Sa’ar also intends to prevent Labor and Meretz from changing the Finance Ministry’s list of preferred communities, which currently gives benefits to many settlements. The list is set to come to a vote in the months ahead.
“We will stand for our principles, and we won’t let a map be created that goes against our outlook,” he said.
As for Labor’s proposal for a new Basic Law on Equality, Sa’ar said that in the previous Knesset, he presented a bill to put the principle of equality in the current Basic Law on Human Dignity and Liberty, and he would still support doing that, but he would not enable passing a new law.
Case 3000 Submarine Affair State Commission
In what was seen as a gesture to Blue and White leader Benny Gantz, Sa’ar authorized the formation of a government commission of inquiry this week to probe the so-called submarine affair.
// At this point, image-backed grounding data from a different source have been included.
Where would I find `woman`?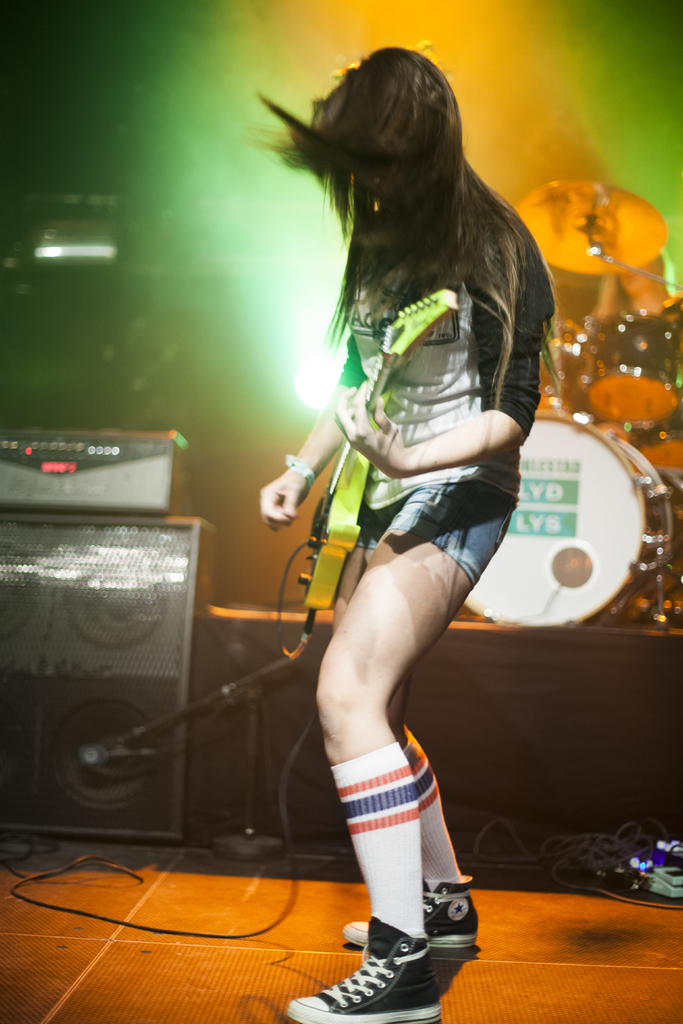
At <bbox>251, 6, 565, 1023</bbox>.
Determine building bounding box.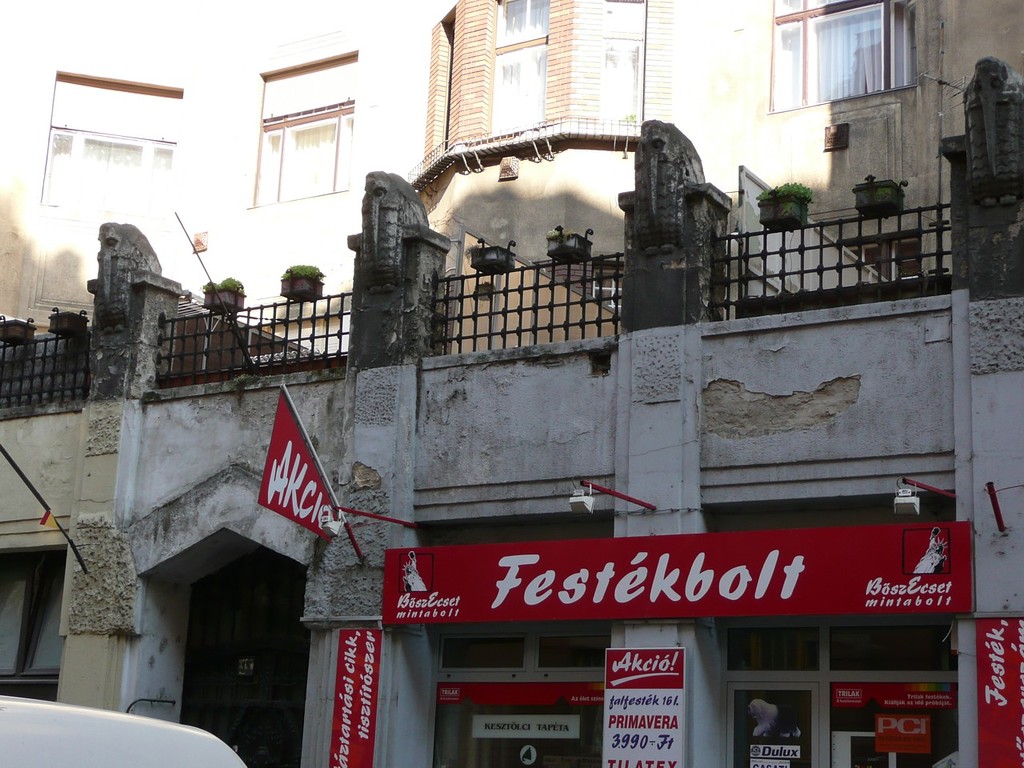
Determined: rect(0, 0, 1023, 334).
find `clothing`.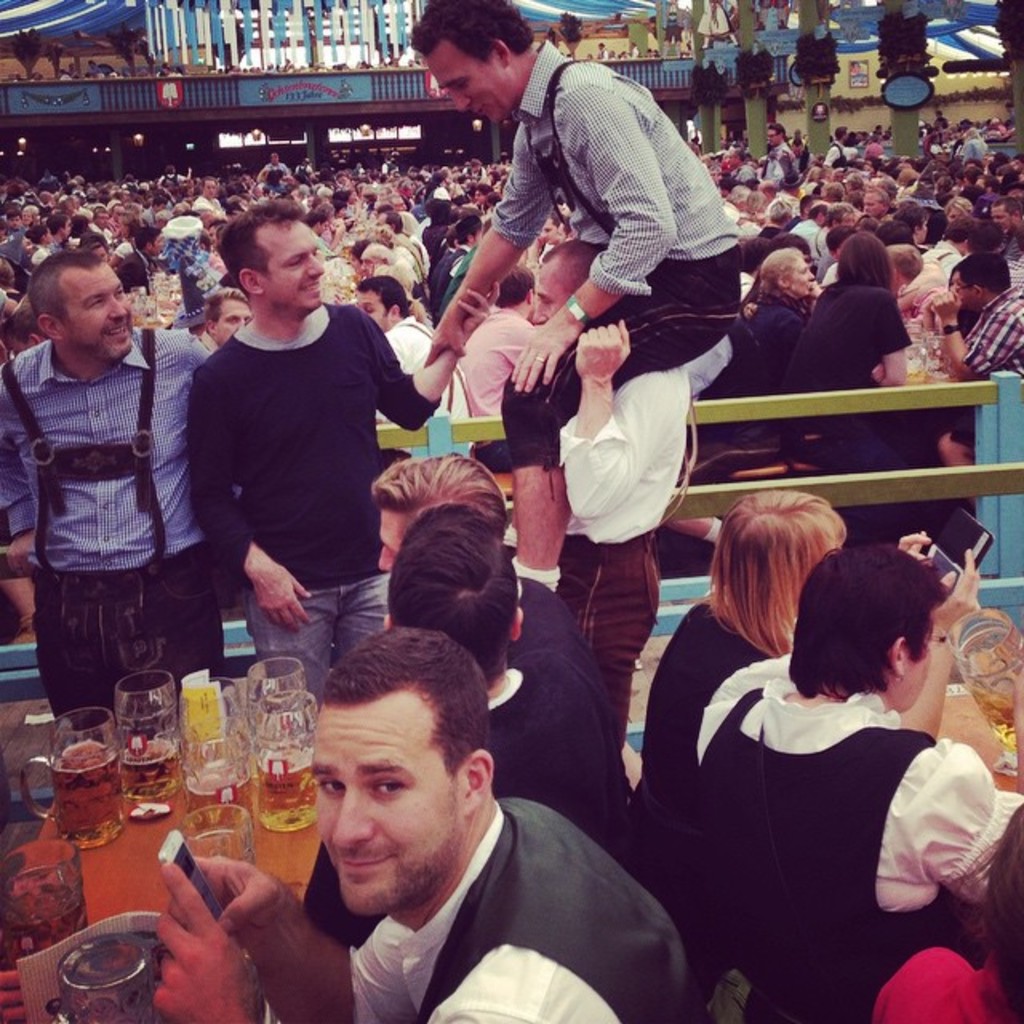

The commission could address proper governance issues beyond the Case 3000 criminal case against some of Netanyahu’s former top aides, which would mean also reviewing Netanyahu’s role in it, though the former prime minister is not a defendant in the criminal case.
Asked if he took the step to quell Gantz’s political independence, he said that when Gantz demanded the probe in the press, immediately after the government was formed, he did not handle it the right way, but it has since proceeded quietly behind the scenes.
“There are things in his authority and some in mine, and there was a dialogue between our ministries,” he said. “It actually happened weeks ago and no one asked me about it until this week.”
When asked if he was worried about Gantz bringing down the government and forming a coalition with Likud, Sa’ar said: “I do not think Benny has such good memories from his partnership with Netanyahu. I do not think a smart guy like Gantz would do that.”
Sa’ar may not have quite the same swagger he had when polls had him reaching 17 seats last year, but in the historical record, he may make the largest mark from the current government.